By Ed Koch
Volume 75, Number 31 | December 21 – 27, 2005
Koch On Film
Brokeback Mountain (+)
In his New York Times review Stephen Holden wrote, “This moving and majestic film would be a landmark if only because it is the first Hollywood movie to unmask the homoerotic strain in American culture that Leslie Fiedler discerned in his notorious 1948 Partisan Review essay, ‘Come Back to the Raft Ag’in, Huck Honey.’”
Fiedler, who taught at SUNY Buffalo, is best known for writing, “Love and Death in the American Novel.” The title of his Huck Finn essay sounds like camp, but I agree with Holden that this movie is a knockout. Directed by Ang Lee, it includes two first-rate actors, Heath Ledger and Jake Gyllenhaal, and a blockbuster story of a homosexual relationship between two cowboys, both of whom try leading customary lives with wives and children.
The film begins in 1963, spans about 20 years, and shifts from Texas to Wyoming. The down-on-their-luck men are hired by Joe (Randy Quaid) to watch over 1,000 sheep grazing on federal land on the slopes of Brokeback Mountain. Ennis (Heath Ledger), who works and sleeps in the main camp, is responsible for preparing food for the two of them. Jack (Jake Gyllenhaal) sleeps in a different location close to the sheep to protect them from coyotes and other predators. One very cold night the two men sleep in the same tent, and one entices the other to engage in sex. Their intimate scenes are sensitively developed, and their trysts which continue for years paint a picture of tender and admirable love.
Their work is seasonal, and when the season ends, Ennis and Jack return to their respective hometowns. Ennis marries Alma (Michelle Williams) and Jack marries Lureen (Anne Hathaway). Occasionally the two men are indiscrete about their ongoing relationship which results in severe consequences to their marriages. One scene conjures up memories — not depicted in the film — of the young gay man, Matthew Shepard, who was beaten and stabbed in Laramie, Wyoming, nailed to a fencepost and left to die. His two attackers were convicted of a hate crime.
The film opened to packed audiences. At noon I tried to get tickets for an 8:05 p.m. show and learned that performance had sold out on the previous day, so I had to settle on a later show. Strangely to me, the audience only barely applauded at the end of the film, although many sat through the entire credit crawl. I believe many were stunned by the impact of the performance.
World’s Fastest Indian (-)
I went to see this film because I’m a fan of Anthony Hopkins. I’m still a fan, but the next time I see one of his movies, it will be because someone whose judgment I trust said it is worth seeing. This one is not.
The movie is based on the life of motorcycle racer Burt Munro (Anthony Hopkins) who lives alone in New Zealand, is quite old and considered an oddball. Notwithstanding his age, seedy appearance and odd behavior, matronly women view him as a lover, and he obliges them whenever an opportunity presents itself.
Munro traveled to America with his motorcycle working his passage on a freighter. He had various adventures along the way, one of which involved a black, male transvestite, Tina (Chris Williams), a hot-sheet motel clerk. Riding his 1920 Indian Twin Scout motorcycle at over 200 miles per hour, Munro set a speed record in 1967 at the Salt Flats in Utah.
None of the oddball or comic incidents moved me enough to enjoy the film, but it might appeal to someone who enjoys the sport of motorcycle racing. There were only about 15 people in the theater when I saw the show, far from a mass rally.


→ Exercise prompt
Below are some records. Pull every line that contains the word "interactable".

→ Data in this exercise
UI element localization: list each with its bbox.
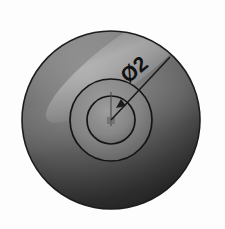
technical-drawing: Ø2 bbox=[0, 0, 225, 229]
drawing-canvas: Ø2 bbox=[0, 0, 225, 229]
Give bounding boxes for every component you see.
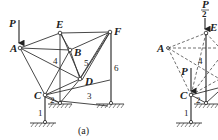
support-pin — [109, 101, 112, 104]
joint-e — [58, 31, 62, 35]
node-label-e: E — [55, 18, 63, 30]
ground-support — [30, 123, 56, 127]
node-label-c: C — [180, 89, 188, 101]
joint-e — [204, 31, 208, 35]
solid-member — [206, 92, 218, 103]
node-label-a: A — [156, 42, 164, 54]
node-label-b: B — [73, 46, 81, 58]
solid-member — [191, 88, 218, 95]
load-label: P — [9, 17, 16, 29]
node-label-f: F — [113, 25, 122, 37]
figure-b: P 2 P A E C 1 2 4 — [156, 0, 218, 127]
dashed-members-b — [168, 33, 218, 95]
joint-a — [167, 47, 170, 50]
node-label-c: C — [34, 89, 42, 101]
joint-c — [189, 93, 193, 97]
member-number: 2 — [50, 95, 55, 105]
ground-support — [176, 123, 202, 127]
truss-diagram: P A E B F D C 1 2 3 4 5 6 (a) — [0, 0, 218, 140]
node-label-e: E — [209, 21, 217, 33]
joint-f — [108, 30, 112, 34]
member-number: 2 — [196, 95, 201, 105]
figure-caption: (a) — [78, 125, 89, 137]
support-pin — [189, 120, 192, 123]
load-label: P — [181, 65, 188, 77]
joint-a — [18, 46, 22, 50]
member-number: 1 — [184, 108, 189, 118]
node-label-a: A — [9, 42, 17, 54]
member-number: 3 — [87, 91, 92, 101]
joint-b — [68, 48, 72, 52]
member-number: 1 — [38, 108, 43, 118]
support-pin — [204, 101, 207, 104]
support-pin — [43, 120, 46, 123]
load-denominator: 2 — [202, 9, 207, 19]
member-number: 4 — [198, 56, 203, 66]
joint-c — [43, 93, 47, 97]
member-number: 4 — [53, 56, 58, 66]
node-label-d: D — [84, 75, 93, 87]
support-pin — [58, 101, 61, 104]
joint-d — [78, 77, 82, 81]
figure-a: P A E B F D C 1 2 3 4 5 6 (a) — [9, 17, 124, 137]
member-number: 6 — [114, 63, 119, 73]
member-number: 5 — [84, 58, 89, 68]
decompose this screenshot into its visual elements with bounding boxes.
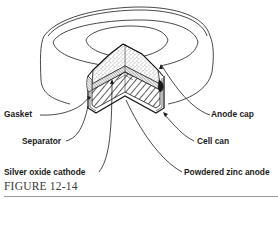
- anode-cap-boss: [86, 26, 168, 40]
- leader-zinc-anode: [126, 100, 182, 172]
- leader-cell-can: [164, 114, 194, 141]
- label-separator: Separator: [22, 137, 61, 145]
- cutaway-section: [87, 44, 164, 113]
- gasket-left: [87, 76, 92, 92]
- gasket-right: [158, 80, 163, 92]
- label-anode-cap: Anode cap: [211, 110, 254, 118]
- figure-caption: FIGURE 12-14: [4, 181, 78, 193]
- label-gasket: Gasket: [4, 110, 32, 118]
- caption-rule: [4, 196, 278, 197]
- right-wall: [168, 36, 213, 104]
- leader-gasket: [40, 98, 88, 115]
- leader-anode-cap: [162, 66, 210, 115]
- label-silver-oxide-cathode: Silver oxide cathode: [4, 168, 85, 176]
- label-powdered-zinc-anode: Powdered zinc anode: [184, 168, 270, 176]
- label-cell-can: Cell can: [197, 137, 229, 145]
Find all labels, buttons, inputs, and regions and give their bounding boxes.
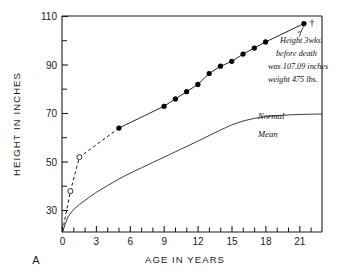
data-point-filled — [161, 104, 166, 109]
x-tick-labels: 0 3 6 9 12 15 18 21 — [60, 236, 306, 247]
data-point-filled — [207, 71, 212, 76]
data-point-filled — [218, 64, 223, 69]
y-tick-label-50: 50 — [46, 157, 58, 168]
data-point-filled — [184, 89, 189, 94]
x-axis-minor-ticks — [74, 228, 311, 233]
normal-mean-curve — [63, 114, 323, 232]
death-annotation-line-4: weight 475 lbs. — [268, 75, 318, 84]
death-annotation-line-3: was 107.09 inches — [268, 62, 328, 71]
y-tick-label-30: 30 — [46, 205, 58, 216]
data-point-filled — [229, 59, 234, 64]
y-tick-label-90: 90 — [46, 60, 58, 71]
normal-curve-label-lower: Mean — [257, 129, 278, 139]
data-point-open — [68, 189, 73, 194]
x-tick-label-15: 15 — [226, 236, 238, 247]
chart-svg: 110 90 70 50 30 HEIGHT IN INCHES — [0, 0, 345, 279]
data-point-filled — [301, 21, 306, 26]
annotation-leader-tick — [298, 31, 301, 32]
x-tick-label-18: 18 — [260, 236, 272, 247]
death-dagger-icon: † — [310, 17, 315, 28]
normal-curve-label-upper: Normal — [257, 111, 285, 121]
y-axis-title: HEIGHT IN INCHES — [11, 72, 22, 176]
x-tick-label-21: 21 — [294, 236, 306, 247]
death-annotation: Height 3wks. before death was 107.09 inc… — [268, 36, 328, 84]
x-tick-label-0: 0 — [60, 236, 66, 247]
y-tick-label-110: 110 — [41, 11, 57, 22]
data-point-filled — [240, 51, 245, 56]
y-axis-major-ticks — [62, 17, 68, 211]
early-estimated-dashed-line — [63, 128, 119, 231]
x-tick-label-9: 9 — [161, 236, 167, 247]
data-point-filled — [116, 125, 121, 130]
x-tick-label-6: 6 — [128, 236, 134, 247]
x-axis-major-ticks — [63, 226, 300, 232]
x-axis-title: AGE IN YEARS — [145, 254, 225, 265]
growth-chart-figure: 110 90 70 50 30 HEIGHT IN INCHES — [0, 0, 345, 279]
y-tick-label-70: 70 — [46, 108, 58, 119]
death-annotation-line-2: before death — [276, 49, 317, 58]
data-point-filled — [195, 82, 200, 87]
x-tick-label-12: 12 — [193, 236, 205, 247]
data-point-filled — [252, 45, 257, 50]
y-tick-labels: 110 90 70 50 30 — [41, 11, 57, 216]
panel-letter: A — [32, 254, 40, 266]
data-point-filled — [173, 96, 178, 101]
x-tick-label-3: 3 — [94, 236, 100, 247]
data-point-filled — [263, 39, 268, 44]
data-point-open — [77, 155, 82, 160]
death-annotation-line-1: Height 3wks. — [279, 36, 323, 45]
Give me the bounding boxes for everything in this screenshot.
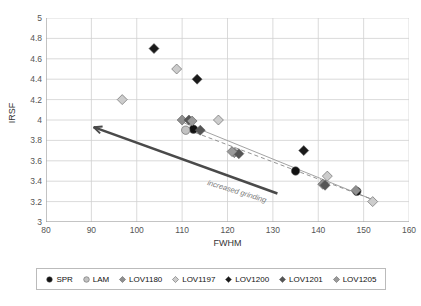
diamond-marker-icon bbox=[171, 275, 180, 284]
diamond-marker-icon bbox=[278, 275, 287, 284]
data-point-lam bbox=[182, 126, 190, 134]
legend-label: LOV1197 bbox=[182, 275, 215, 284]
legend-item-spr[interactable]: SPR bbox=[45, 275, 72, 284]
y-tick-label: 5 bbox=[2, 14, 42, 23]
chart-figure: 33.23.43.63.844.24.44.64.85 increased gr… bbox=[0, 0, 421, 306]
diamond-marker-icon bbox=[224, 275, 233, 284]
legend-label: LOV1205 bbox=[343, 275, 377, 284]
x-tick-label: 90 bbox=[71, 226, 111, 235]
circle-marker-icon bbox=[45, 275, 54, 284]
diamond-marker-icon bbox=[118, 275, 127, 284]
legend-label: LAM bbox=[93, 275, 109, 284]
plot-area: increased grinding bbox=[46, 18, 409, 222]
x-tick-label: 160 bbox=[389, 226, 421, 235]
y-tick-label: 3.4 bbox=[2, 177, 42, 186]
x-tick-label: 150 bbox=[344, 226, 384, 235]
x-axis-tick-labels: 8090100110120130140150160 bbox=[46, 226, 409, 238]
legend-item-lov1180[interactable]: LOV1180 bbox=[118, 275, 162, 284]
legend-label: LOV1180 bbox=[129, 275, 162, 284]
legend-label: LOV1200 bbox=[235, 275, 269, 284]
y-tick-label: 3.2 bbox=[2, 197, 42, 206]
legend-item-lov1201[interactable]: LOV1201 bbox=[278, 275, 323, 284]
y-tick-label: 4.6 bbox=[2, 55, 42, 64]
legend-item-lov1200[interactable]: LOV1200 bbox=[224, 275, 269, 284]
data-point-spr bbox=[291, 167, 299, 175]
y-tick-label: 3 bbox=[2, 218, 42, 227]
x-tick-label: 120 bbox=[208, 226, 248, 235]
circle-marker-icon bbox=[82, 275, 91, 284]
x-axis-title: FWHM bbox=[46, 238, 409, 248]
x-tick-label: 100 bbox=[117, 226, 157, 235]
legend-item-lam[interactable]: LAM bbox=[82, 275, 109, 284]
x-tick-label: 140 bbox=[298, 226, 338, 235]
chart-legend: SPRLAMLOV1180LOV1197LOV1200LOV1201LOV120… bbox=[36, 268, 386, 290]
legend-label: LOV1201 bbox=[289, 275, 323, 284]
series-lam bbox=[182, 126, 190, 134]
legend-item-lov1197[interactable]: LOV1197 bbox=[171, 275, 215, 284]
legend-label: SPR bbox=[56, 275, 72, 284]
arrow-head-upper bbox=[94, 126, 103, 127]
diamond-marker-icon bbox=[332, 275, 341, 284]
y-tick-label: 3.6 bbox=[2, 157, 42, 166]
y-tick-label: 4.8 bbox=[2, 34, 42, 43]
y-axis-title: IRSF bbox=[7, 83, 17, 143]
x-tick-label: 130 bbox=[253, 226, 293, 235]
x-tick-label: 110 bbox=[162, 226, 202, 235]
x-tick-label: 80 bbox=[26, 226, 66, 235]
legend-item-lov1205[interactable]: LOV1205 bbox=[332, 275, 377, 284]
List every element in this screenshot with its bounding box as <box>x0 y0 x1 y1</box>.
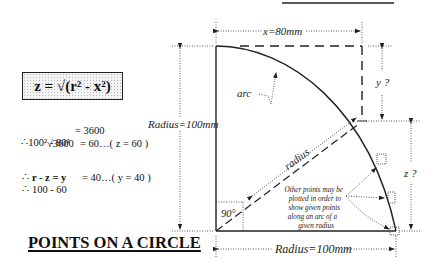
radius-vertical-dimension <box>172 46 214 231</box>
radius-label: radius <box>282 146 312 173</box>
y-dimension-label: y ? <box>375 76 390 88</box>
note-leaders <box>346 168 389 229</box>
note-line-2: plotted in order to <box>288 195 342 203</box>
note-line-1: Other points may be <box>285 186 344 194</box>
z-dimension-label: z ? <box>403 167 417 179</box>
radius-vertical-label: Radius=100mm <box>147 118 218 130</box>
note-text: Other points may be plotted in order to … <box>285 186 344 230</box>
plotted-point-markers <box>377 154 399 235</box>
y-dimension <box>366 46 420 121</box>
x-dimension-label: x=80mm <box>262 25 302 37</box>
radius-horizontal-label: Radius=100mm <box>274 242 352 256</box>
arc-label: arc <box>237 87 251 99</box>
right-angle-label: 90° <box>221 208 237 219</box>
note-line-3: show given points <box>288 204 340 212</box>
projection-lines <box>240 46 362 121</box>
note-line-4: along an arc of a <box>288 213 338 221</box>
note-line-5: given radius <box>298 222 334 230</box>
arc-leader <box>259 73 276 104</box>
quarter-circle-diagram: radius 90° x=80mm y ? z ? Radius=100mm <box>0 0 434 262</box>
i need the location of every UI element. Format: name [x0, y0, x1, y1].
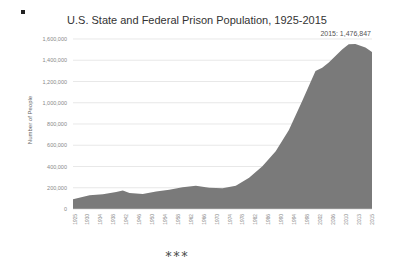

→ Task answer
legend-item-spr[interactable]: SPR bbox=[45, 275, 72, 284]
legend-item-lov1180[interactable]: LOV1180 bbox=[118, 275, 162, 284]
legend-item-lov1201[interactable]: LOV1201 bbox=[278, 275, 323, 284]
legend-item-lov1200[interactable]: LOV1200 bbox=[224, 275, 269, 284]
legend-item-lam[interactable]: LAM bbox=[82, 275, 109, 284]
legend-item-lov1197[interactable]: LOV1197 bbox=[171, 275, 215, 284]
legend-item-lov1205[interactable]: LOV1205 bbox=[332, 275, 377, 284]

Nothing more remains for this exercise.